A precise timing calculator for composers scoring to picture, video editors cutting to music, DJs planning transitions, and anyone who needs to know exactly how long a passage of music will take at a given tempo.
How it works
The arithmetic rests on one fact: at a tempo of BPM beats per minute, a single beat lasts 60 ÷ BPM seconds, because there are 60 seconds in a minute shared across BPM beats.
From there:
beat duration = 60 / BPM
bar duration = beat duration × beats-per-bar
total time = bar duration × number-of-bars
At 120 BPM in 4/4: a beat is 0.5 s, a bar is 0.5 × 4 = 2 s, and 32 bars run 2 × 32 = 64 s (1:04).
Reverse mode — finding the tempo
Sometimes you know the time you need to fill and the number of bars, and you want the tempo. Rearranging the formula:
total beats = beats-per-bar × bars
BPM = (total beats × 60) / total seconds
So to fit 16 bars of 4/4 into exactly 30 seconds you need (64 × 60) / 30 = 128 BPM. This is how editors lock a music bed to a fixed cue length.
Tips and notes
- BPM counts the denominator note of the time signature, so the beat duration is independent of whether you are in 4/4, 3/4 or 6/8 — only the bar length (via beats-per-bar) changes.
- For compound meters you can count either the small subdivision (6 eighths in 6/8) or the larger dotted-beat pulse (2 dotted quarters); pick the convention that matches how your metronome is set.
- The total-time figure assumes a single constant tempo. For pieces with tempo changes, calculate each section separately and add the results.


* _Goal of the exercise_
Please copy every line from the records below that contains the string "MÉDIO".

* _Material for this task_
::::::
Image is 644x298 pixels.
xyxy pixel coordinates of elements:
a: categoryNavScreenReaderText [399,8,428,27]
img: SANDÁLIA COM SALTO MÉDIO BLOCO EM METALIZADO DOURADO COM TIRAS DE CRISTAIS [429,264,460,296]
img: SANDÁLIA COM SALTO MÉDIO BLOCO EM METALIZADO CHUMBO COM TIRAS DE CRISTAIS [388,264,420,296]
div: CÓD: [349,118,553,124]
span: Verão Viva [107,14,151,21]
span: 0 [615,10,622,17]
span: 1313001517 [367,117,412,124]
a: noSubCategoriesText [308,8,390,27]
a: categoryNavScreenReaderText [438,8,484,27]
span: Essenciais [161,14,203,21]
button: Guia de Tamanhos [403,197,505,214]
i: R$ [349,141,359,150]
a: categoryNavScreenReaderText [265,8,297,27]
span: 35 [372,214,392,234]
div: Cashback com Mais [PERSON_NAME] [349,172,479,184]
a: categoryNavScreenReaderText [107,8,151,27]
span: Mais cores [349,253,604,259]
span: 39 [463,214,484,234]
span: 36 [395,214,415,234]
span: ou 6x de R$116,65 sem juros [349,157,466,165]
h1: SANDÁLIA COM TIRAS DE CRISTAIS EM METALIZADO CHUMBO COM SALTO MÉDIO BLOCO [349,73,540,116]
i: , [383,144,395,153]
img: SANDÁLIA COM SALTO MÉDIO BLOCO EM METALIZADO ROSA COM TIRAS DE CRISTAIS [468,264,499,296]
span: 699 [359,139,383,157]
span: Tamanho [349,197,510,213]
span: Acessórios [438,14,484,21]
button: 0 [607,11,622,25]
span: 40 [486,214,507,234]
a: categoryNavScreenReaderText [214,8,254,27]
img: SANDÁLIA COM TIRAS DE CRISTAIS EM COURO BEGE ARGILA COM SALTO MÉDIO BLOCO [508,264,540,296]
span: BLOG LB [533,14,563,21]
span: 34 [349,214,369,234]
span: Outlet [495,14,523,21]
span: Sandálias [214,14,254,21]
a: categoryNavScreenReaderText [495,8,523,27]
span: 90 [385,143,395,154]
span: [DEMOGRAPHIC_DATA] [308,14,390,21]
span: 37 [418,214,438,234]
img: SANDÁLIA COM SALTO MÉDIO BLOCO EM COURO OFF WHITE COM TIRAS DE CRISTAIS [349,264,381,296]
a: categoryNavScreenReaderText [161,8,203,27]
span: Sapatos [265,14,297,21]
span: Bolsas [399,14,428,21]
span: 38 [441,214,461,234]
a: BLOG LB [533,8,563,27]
::::::
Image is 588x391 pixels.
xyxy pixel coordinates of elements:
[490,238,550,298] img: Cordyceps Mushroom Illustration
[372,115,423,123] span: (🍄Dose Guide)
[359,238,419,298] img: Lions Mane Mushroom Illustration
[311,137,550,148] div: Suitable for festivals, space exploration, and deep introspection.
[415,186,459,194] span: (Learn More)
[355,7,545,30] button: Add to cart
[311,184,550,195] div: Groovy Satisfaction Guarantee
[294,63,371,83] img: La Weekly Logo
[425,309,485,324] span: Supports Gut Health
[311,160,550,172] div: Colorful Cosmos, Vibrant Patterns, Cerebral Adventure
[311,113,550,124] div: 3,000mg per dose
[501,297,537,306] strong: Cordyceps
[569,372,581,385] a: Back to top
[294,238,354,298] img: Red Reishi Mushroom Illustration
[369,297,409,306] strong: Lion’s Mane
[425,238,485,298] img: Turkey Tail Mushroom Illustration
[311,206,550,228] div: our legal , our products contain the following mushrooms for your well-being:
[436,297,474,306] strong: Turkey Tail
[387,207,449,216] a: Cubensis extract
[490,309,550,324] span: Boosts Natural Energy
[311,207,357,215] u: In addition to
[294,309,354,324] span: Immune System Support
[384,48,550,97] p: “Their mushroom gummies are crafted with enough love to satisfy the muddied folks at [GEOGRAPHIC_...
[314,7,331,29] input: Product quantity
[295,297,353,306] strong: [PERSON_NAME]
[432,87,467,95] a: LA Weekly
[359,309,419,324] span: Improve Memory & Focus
::::::
* _Solution to the exercise_
img: SANDÁLIA COM SALTO MÉDIO BLOCO EM METALIZADO DOURADO COM TIRAS DE CRISTAIS [429,264,460,296]
img: SANDÁLIA COM SALTO MÉDIO BLOCO EM METALIZADO CHUMBO COM TIRAS DE CRISTAIS [388,264,420,296]
h1: SANDÁLIA COM TIRAS DE CRISTAIS EM METALIZADO CHUMBO COM SALTO MÉDIO BLOCO [349,73,540,116]
img: SANDÁLIA COM SALTO MÉDIO BLOCO EM METALIZADO ROSA COM TIRAS DE CRISTAIS [468,264,499,296]
img: SANDÁLIA COM TIRAS DE CRISTAIS EM COURO BEGE ARGILA COM SALTO MÉDIO BLOCO [508,264,540,296]
img: SANDÁLIA COM SALTO MÉDIO BLOCO EM COURO OFF WHITE COM TIRAS DE CRISTAIS [349,264,381,296]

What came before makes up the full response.